- [Task directions]
Repeat, word for word and with nothing added, each line from the one containing "At what (x,y)" to the final line of the data, keeping both ends. Pictures are not part of the copy.
*** Opening of Source material ***
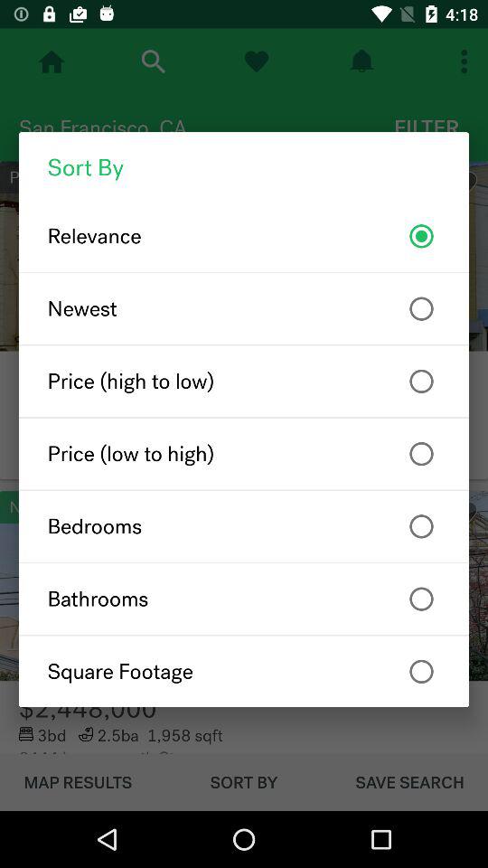 The height and width of the screenshot is (868, 488). I want to click on select icon below relevance item, so click(244, 308).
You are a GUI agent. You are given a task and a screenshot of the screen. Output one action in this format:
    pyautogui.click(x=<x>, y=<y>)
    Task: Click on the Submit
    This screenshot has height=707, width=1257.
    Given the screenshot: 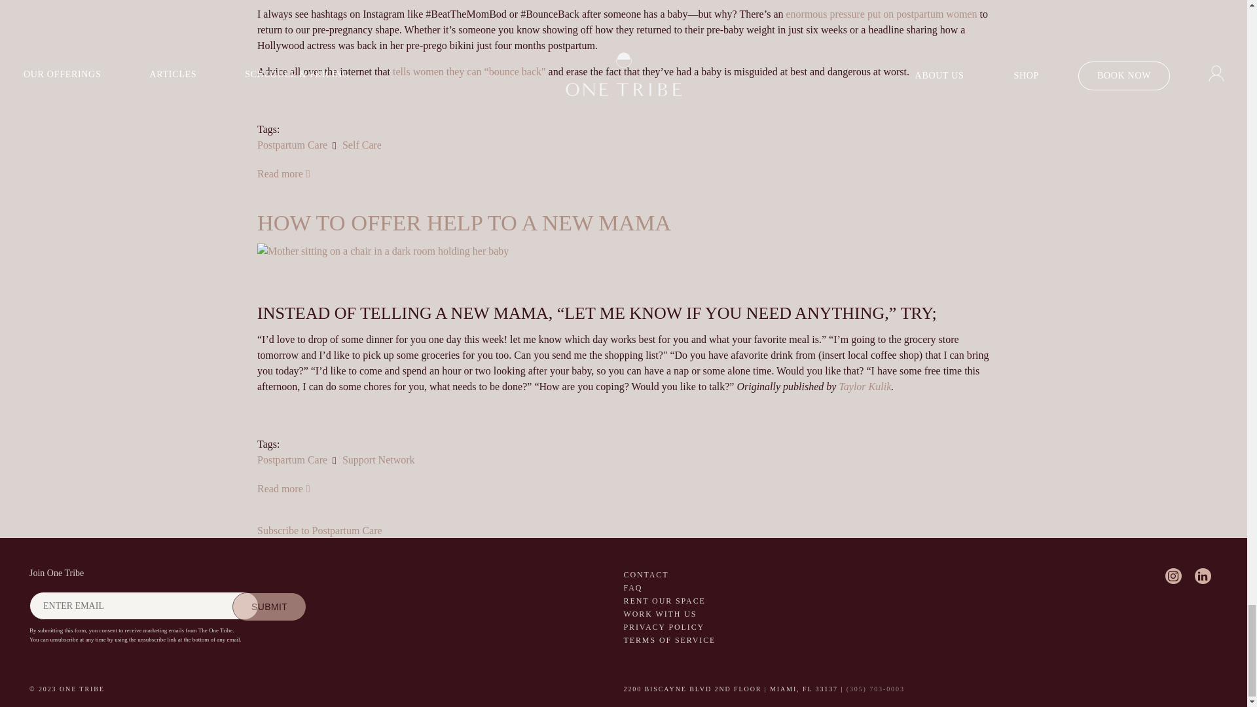 What is the action you would take?
    pyautogui.click(x=270, y=607)
    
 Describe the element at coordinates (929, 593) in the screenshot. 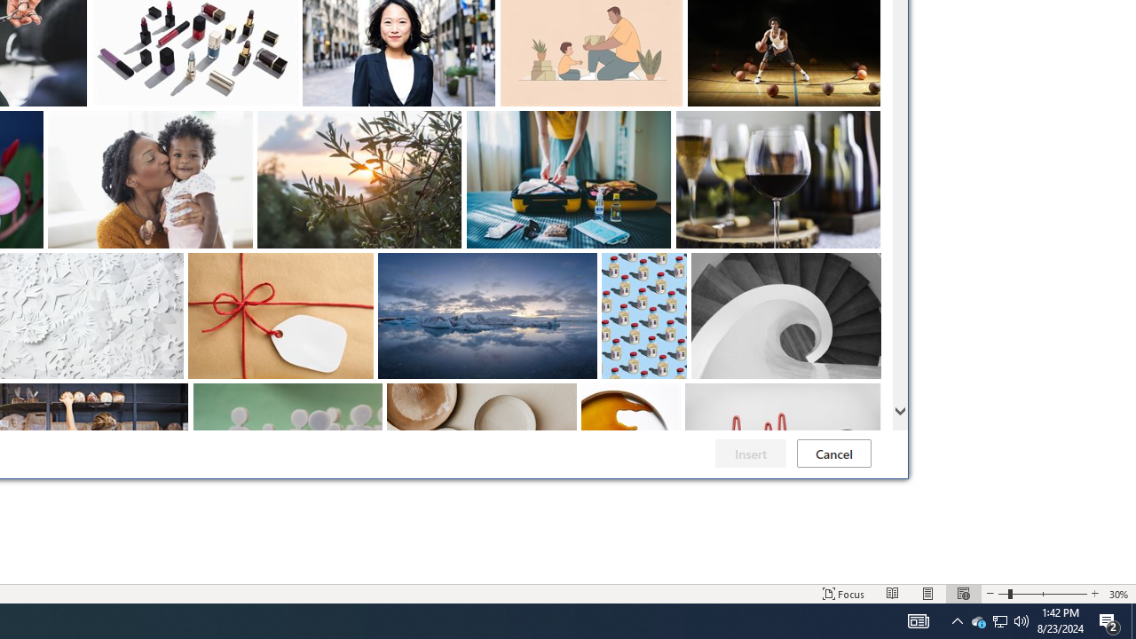

I see `Zoom` at that location.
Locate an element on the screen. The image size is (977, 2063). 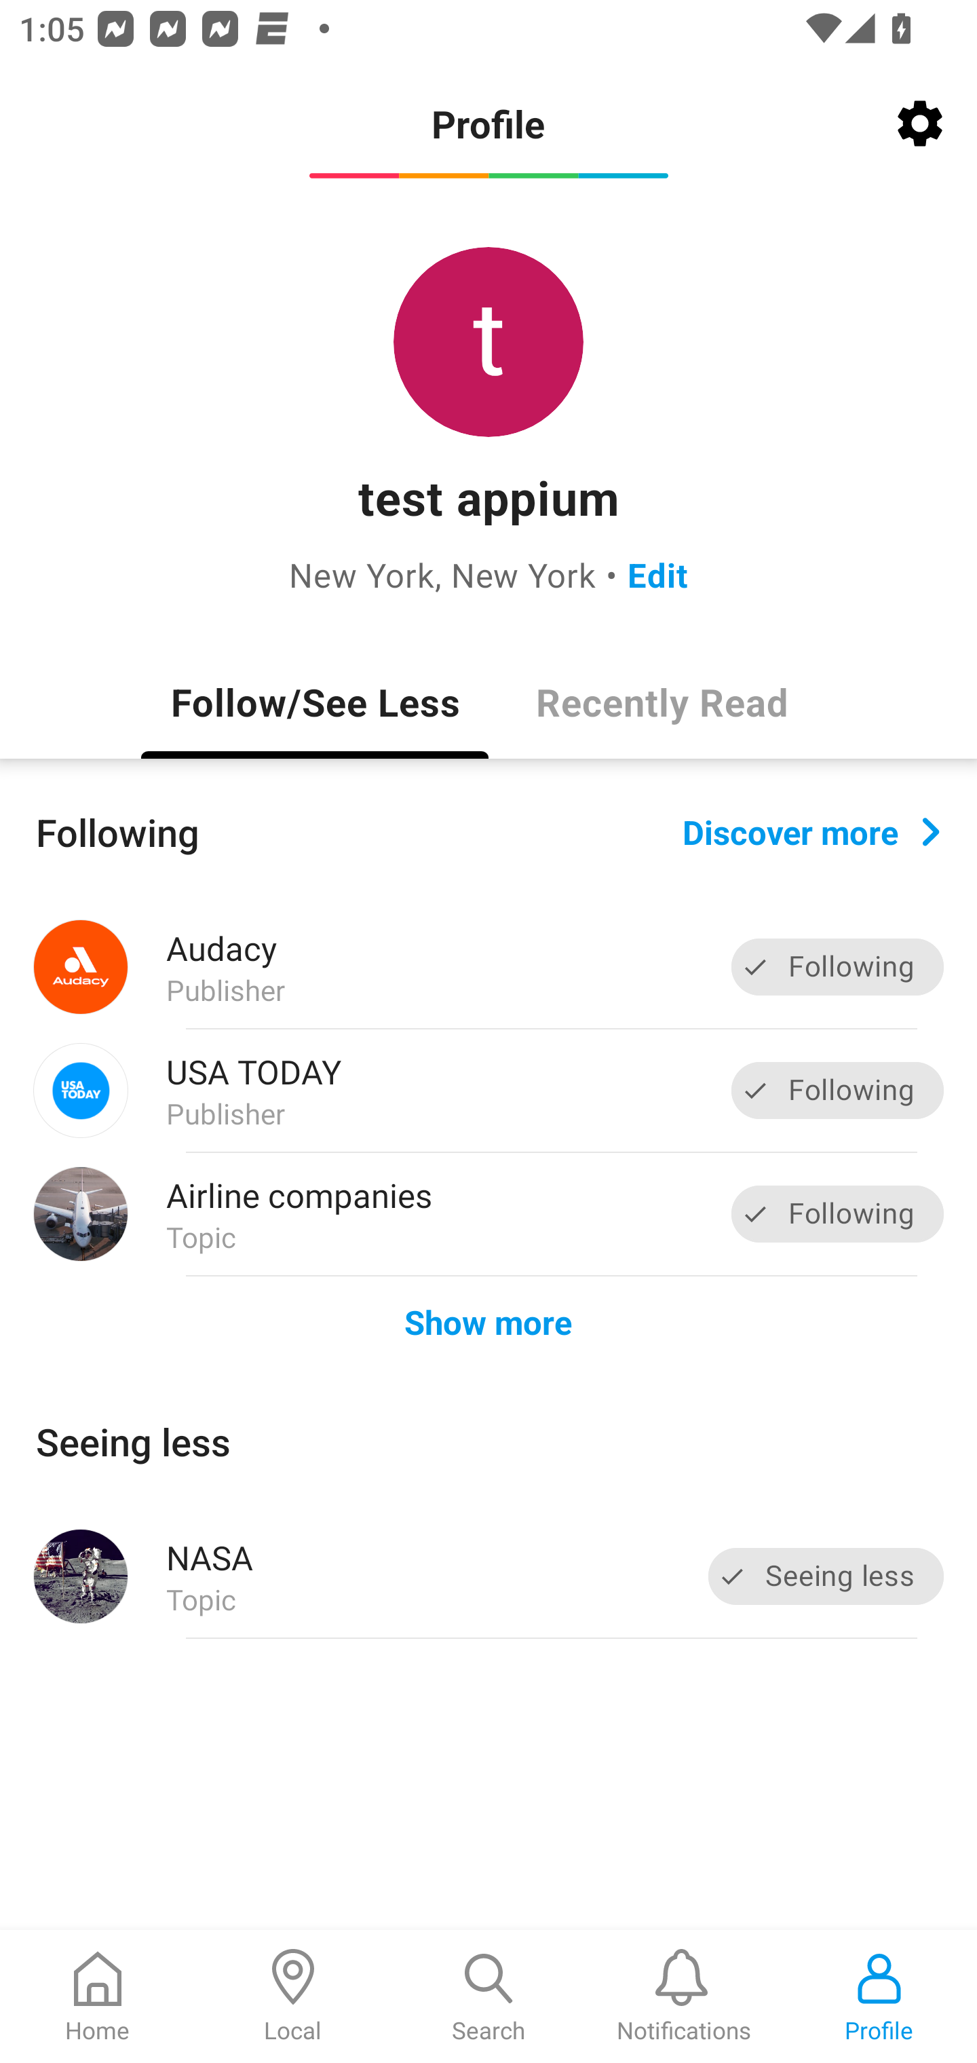
NASA Topic Seeing less is located at coordinates (489, 1576).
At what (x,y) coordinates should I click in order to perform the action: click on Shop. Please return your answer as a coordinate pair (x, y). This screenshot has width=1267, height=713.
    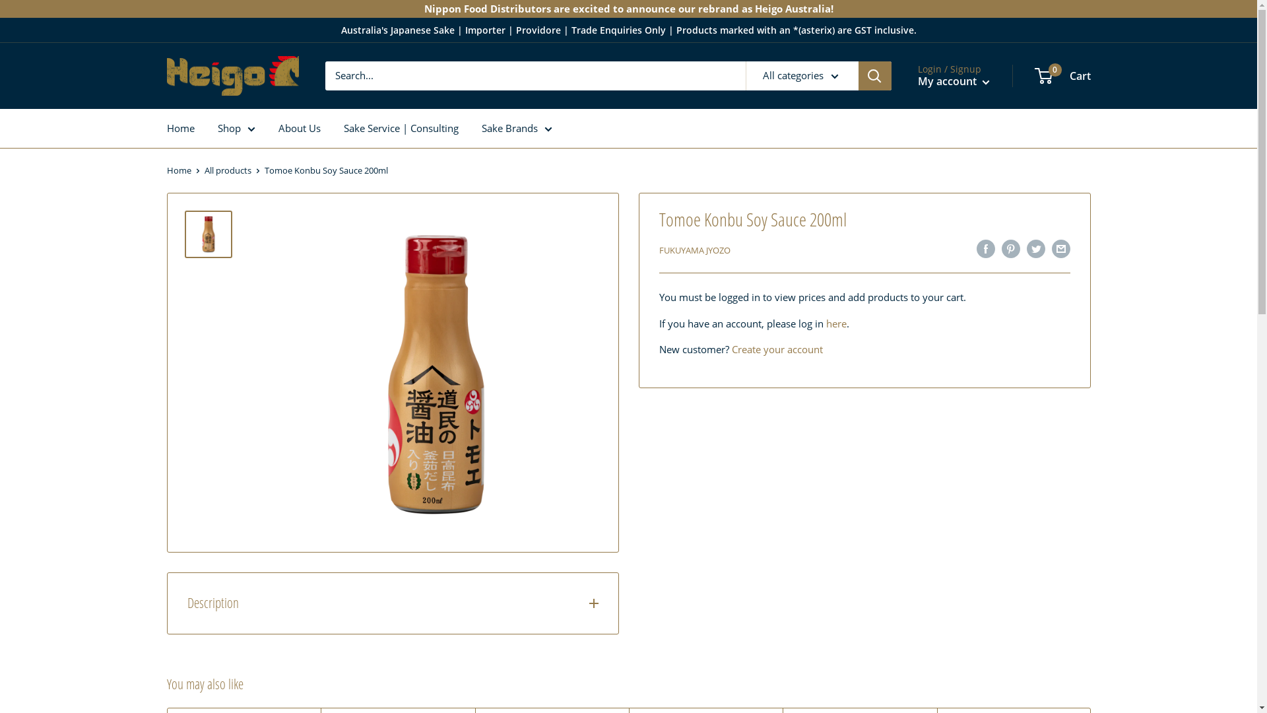
    Looking at the image, I should click on (236, 128).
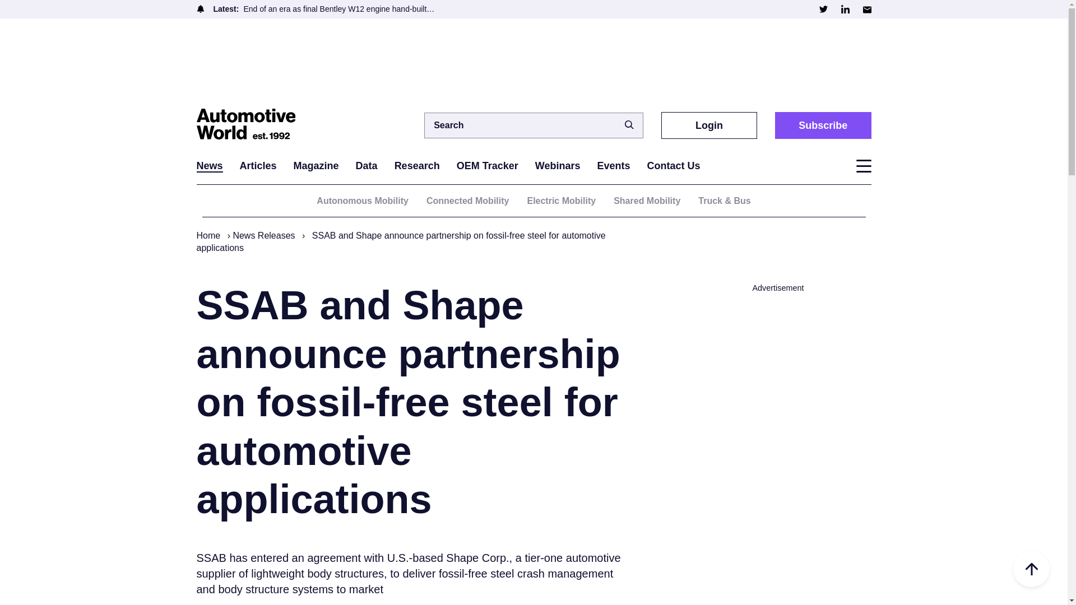 The image size is (1076, 605). What do you see at coordinates (252, 125) in the screenshot?
I see `Automotive World` at bounding box center [252, 125].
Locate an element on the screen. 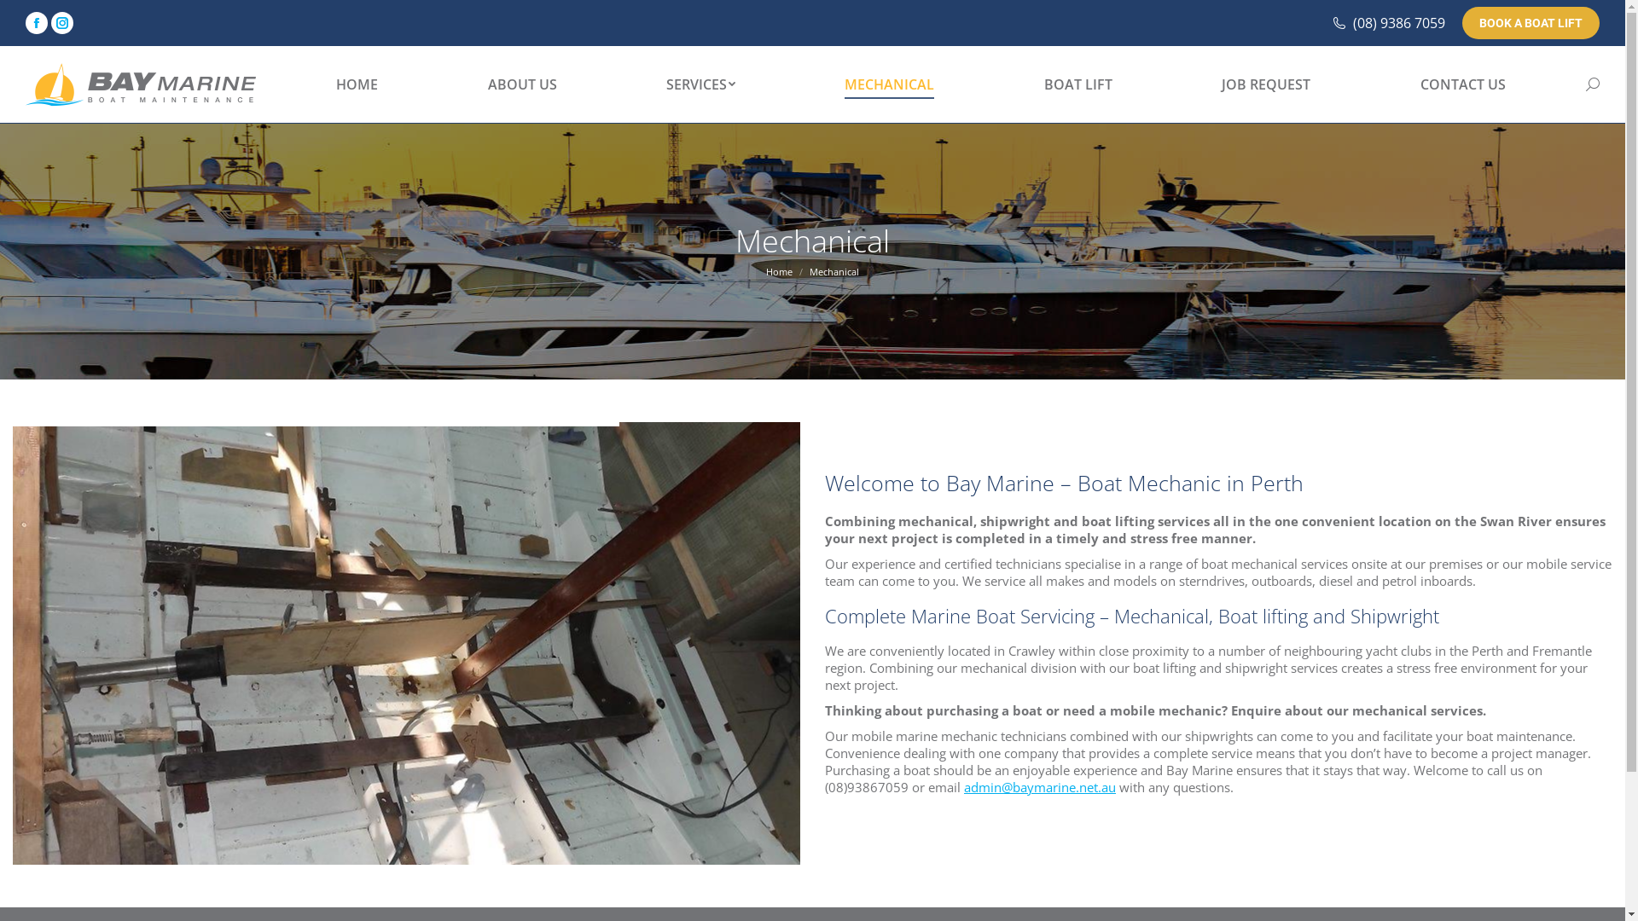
*** Close of Source material ***
- [Task answer]
At what (x,y) coordinates should I click in order to perform the action: click on Shop. Please return your answer as a coordinate pair (x, y). This screenshot has width=1267, height=713.
    Looking at the image, I should click on (236, 128).
 The image size is (1076, 605). What do you see at coordinates (252, 125) in the screenshot?
I see `Automotive World` at bounding box center [252, 125].
Locate an element on the screen. 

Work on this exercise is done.